Hattie and Sadie and Emmy Lou stood at the gate of the school. They had spent the morning in rehearsing. At noon they had been sent home with instructions to return at half-past two. The exhibition would begin at three.

"Of course," Miss Carrie had said, "you will not fail to be on time." And Miss Carrie had used her deepest tones.

It was not two o'clock, and the three stood at the gate, the first to return. They were in the same piece. It was "The Play." In a play one did more than suit the part.

In the play Hattie and Sadie and Emmy Lou found themselves the orphaned children of a soldier who had failed to return from the war. It was a very sad piece. Sadie had to weep, and more than once Emmy Lou had found tears in her eyes, watching her.

Miss Carrie said Sadie showed histrionic talent. Emmy Lou asked Hattie about it, who said it meant tears, and Emmy Lou remembered then how tears came naturally to Sadie.

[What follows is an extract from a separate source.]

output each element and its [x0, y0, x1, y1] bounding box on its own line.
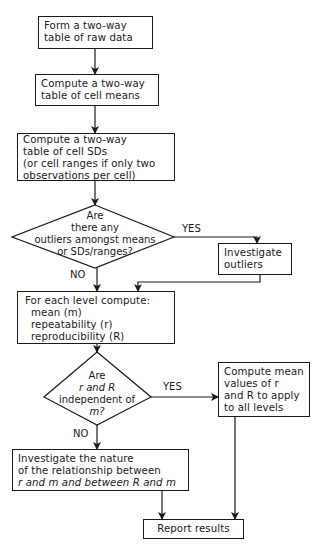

When Aunt Cordelia heard they must dress to suit the part she came to see Miss Carrie, and so did the mamma of Sadie and the mamma of Hattie.

"Dress them in a kind of mild mourning," Miss Carrie explained, "not too deep, or it will seem too real, and, as three little sisters, suppose we dress them alike."

And now Hattie and Sadie and Emmy Lou stood at the gate ready for the play. Stiffly immaculate white dresses with beltings of black sashes, flared jauntily out above spotless white stockings and sober little slippers, while black-bound Leghorn hats shaded three anxious little countenances. By the exact center, each held a little handkerchief, black-bordered.

Hattie and Sadie and Emmy Lou wore each an anxious seriousness of countenance, but it was a variant seriousness; for as the hour approached, the solemn importance of the occasion was stealing brain-ward, and Emmy Lou even began to feel glad she was a part of The Exhibition, for to have been left out would have been worse even than the moment of mounting the platform.